In 1943, my father was able to escape from the Ghetto and came to join us in Warsaw. I did not recognize him, and, since I had been told that my father was a Polish soldier missing in action, he was introduced to me as my father’s friend, and I called him “Uncle.” Circumstances required that my father hide behind a large cabinet in our one-room apartment. I was thoroughly trained not to mention to a soul that someone was hiding in our room, and it was drilled into me to admit that I lived only with my mother. One wrong word to anybody by this four-year-old could have meant the death of us all. Since I am here today, it is obvious that I did a fine job though, after the war, I had to be retrained regarding the meaning of truth.

In the summer of 1944, the Russian liberating army stood outside of Warsaw, and the Polish underground army rose up against the Germans. But, when the Russians halted their advance, the revolt failed miserably, and Warsaw was leveled. One has only to see the movie The Pianist to get an idea of what the city looked like. My parents and I, along with thousands of Warsaw inhabitants, were driven out of the city eastwards towards a transit camp in Pruszkow. From here, some people were sent to Germany for slave labor and some to Auschwitz, while others were set free. Through luck, fate and some cunning, the three of us were let go. We wandered from village to village, seeking and being refused shelter from farmers. Finally, in a tiny village called Chiliczki, near the city of Grodzisk, Maz, one family took us in . According to my parents, no one knew we were Jews; they believed us to be Polish refugees from Warsaw. The farmer, his wife, and two daughters (aged 11 and 16) shared their two-room farmhouse and their food with us. I became the little sister to the two girls, and no one ever suspected that we were Jews.
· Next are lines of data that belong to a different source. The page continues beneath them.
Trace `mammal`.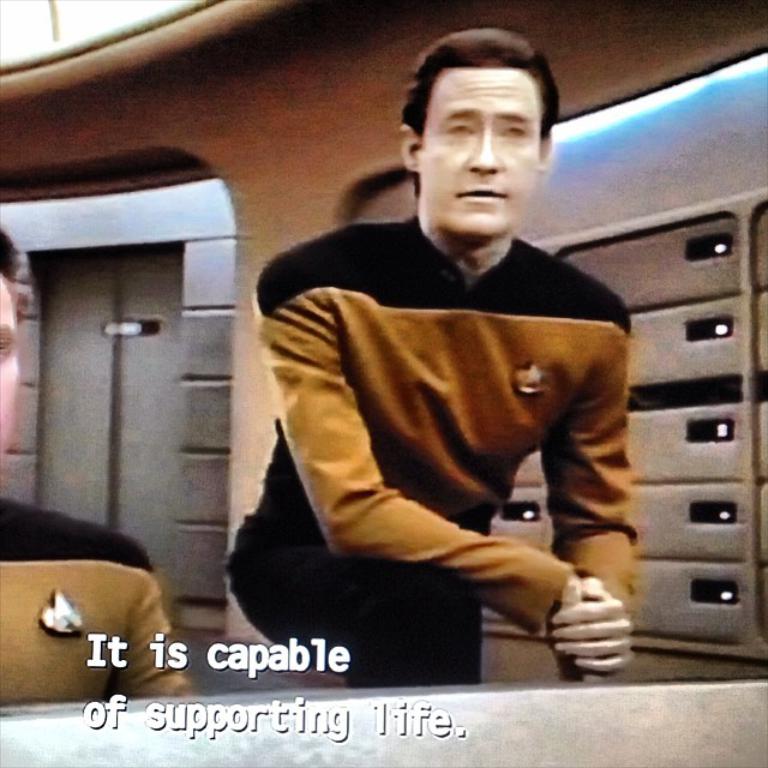
Traced to {"left": 242, "top": 74, "right": 694, "bottom": 689}.
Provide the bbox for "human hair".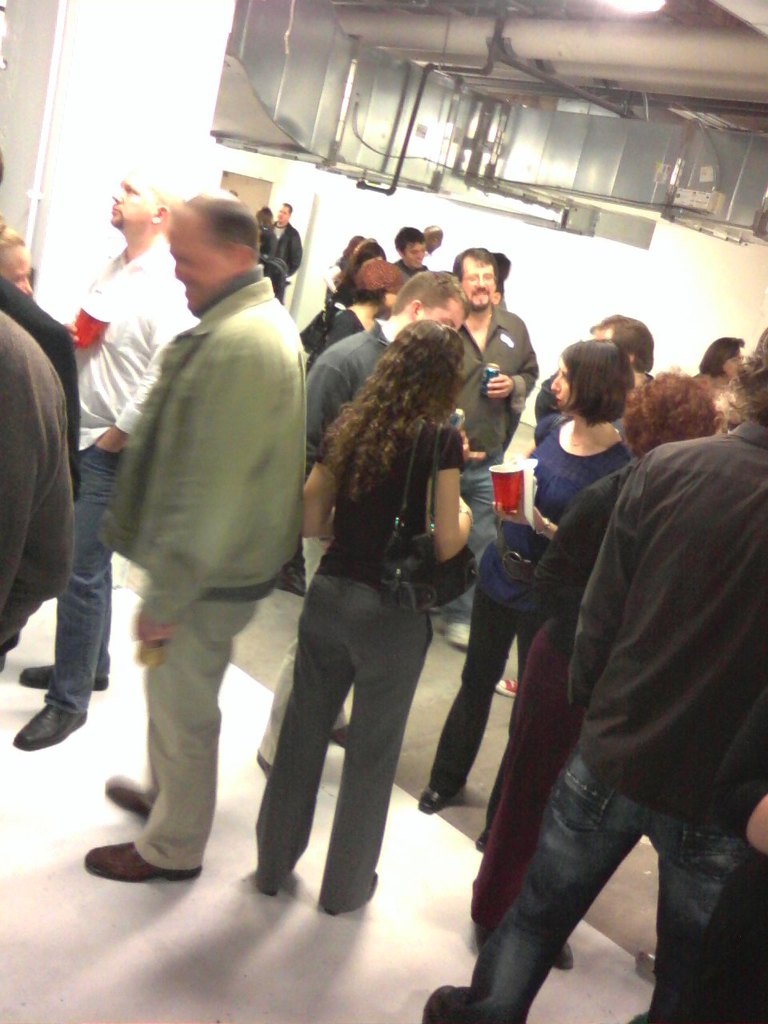
detection(0, 212, 26, 244).
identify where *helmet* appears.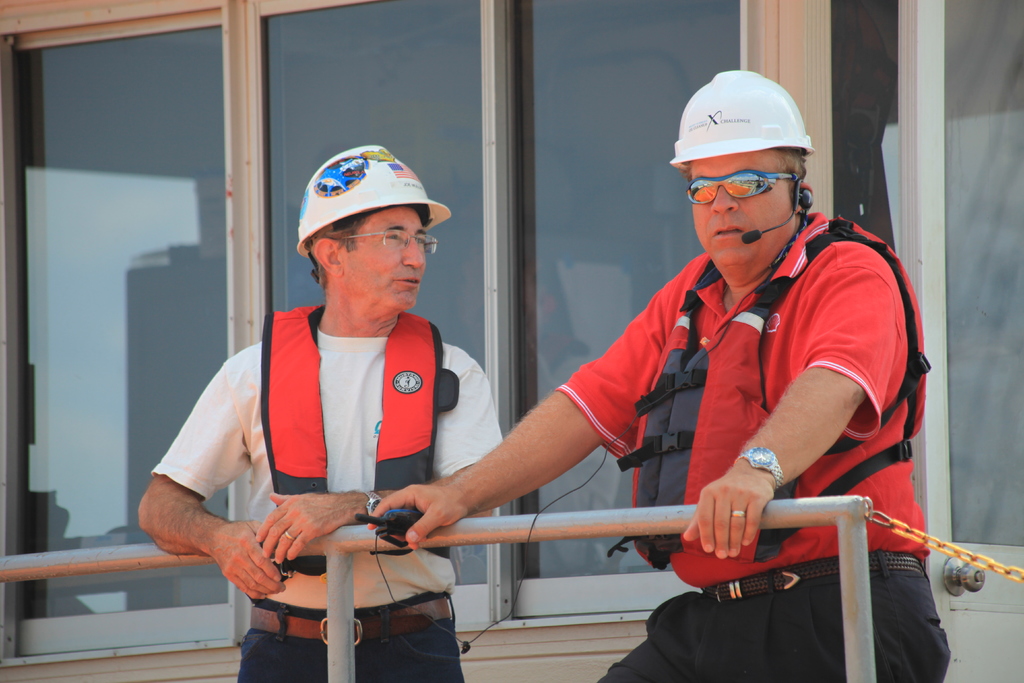
Appears at BBox(666, 69, 818, 170).
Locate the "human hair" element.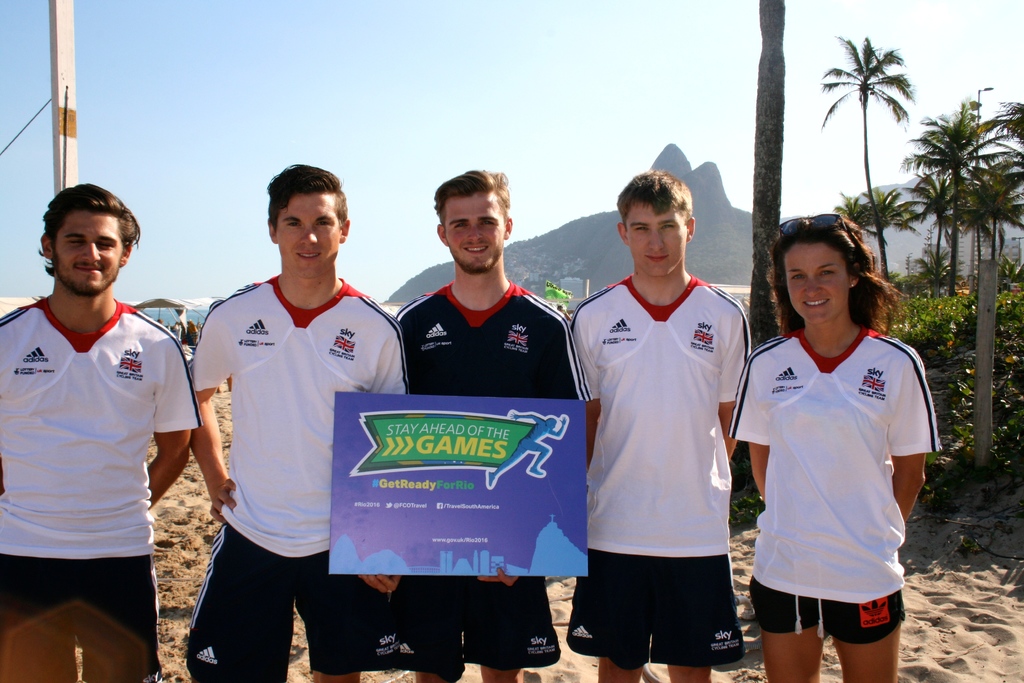
Element bbox: rect(615, 169, 692, 232).
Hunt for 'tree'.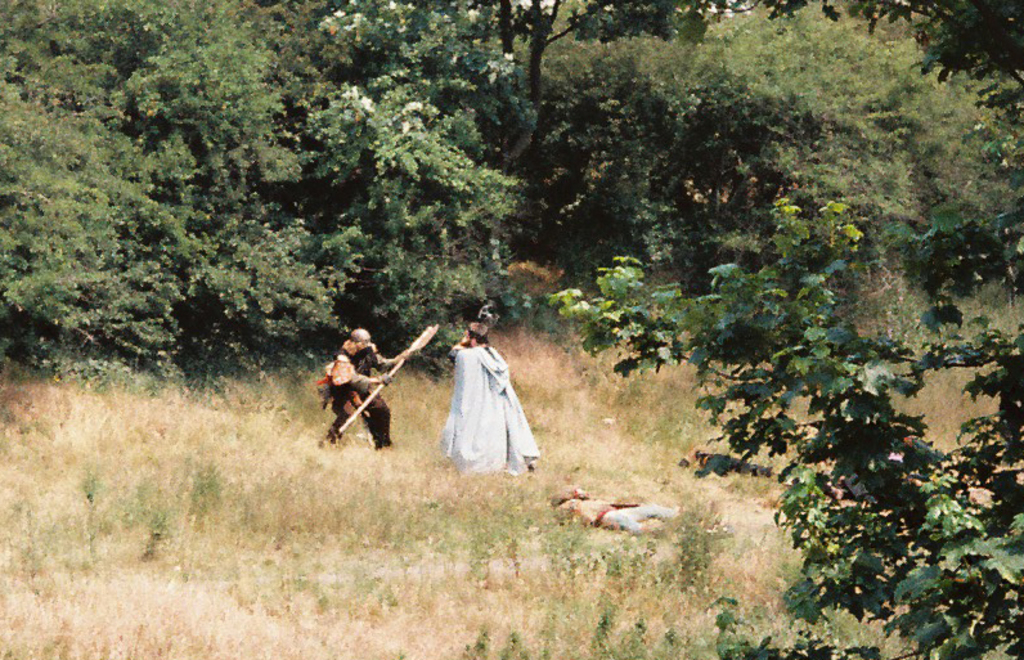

After liberation, my father reestablished himself as a watchmaker and jeweler in the resort town of Zopot in the north of Poland. In 1947, after the Communists took control of Poland, we had to leave the country. We went on vacation to Belgium, never to return. It was only then, at the age of seven, in the summer of 1947, that I was told the truth about my identity. I was a Jew, my whole family was Jewish, and most importantly, my “uncle” was really my father.

I remember that, ever since that year, I felt a strong need to go back to Poland. In 1994, I was finally able to make the trip. I saw the town and the house where I was born, I saw the streets where my grandparents had lived, the store that had belonged to my father and grandfather, and I also found the farm in Chiliczki and reconnected with the two sisters. I was greeted by them as the long lost little sister, hugged and kissed and showered with presents. But, as much as I had wanted to, I did not tell them that their parents had sheltered a Jewish family, because in the course of our conversation the older sister’s husband angrily remarked that Lech Walesa, the President of Poland at that time, was a traitor to Poland; he was selling Poland to the Jews.

So I kept quiet, feeling as if I had traveled back in time to 1944, only now I was the one who was pretending and not revealing my identity instead of my parents. For almost twelve years, we corresponded and exchanged gifts, and they kept inviting me and my family to come back to visit. It was not until the summer of 2005, when I went back to Poland with my daughter and two granddaughters, that I openly spoke about my Jewish background to the one sister who was still alive. She claimed, at that point, that our identity had been known to her and her family all along. Do I believe her? On one hand, it is her word against my parents’ (who are no longer alive); on the other hand, today, in 2008, it does not really matter. Her parents did save us. Whether they knew who we were or not is only important to Yad Vashem, which refused them the status of “righteous Gentiles” due to the fact that all who were adult witnesses during those five months we stayed with them are gone. For some of us there is and probably never will be any real final closure.

Each survivor and Hidden Child has a unique story to tell. Each of us will carry the emotional affects of the Holocaust with us for as long as we live. Deliberately or not, we will also pass it on to our children and grandchildren.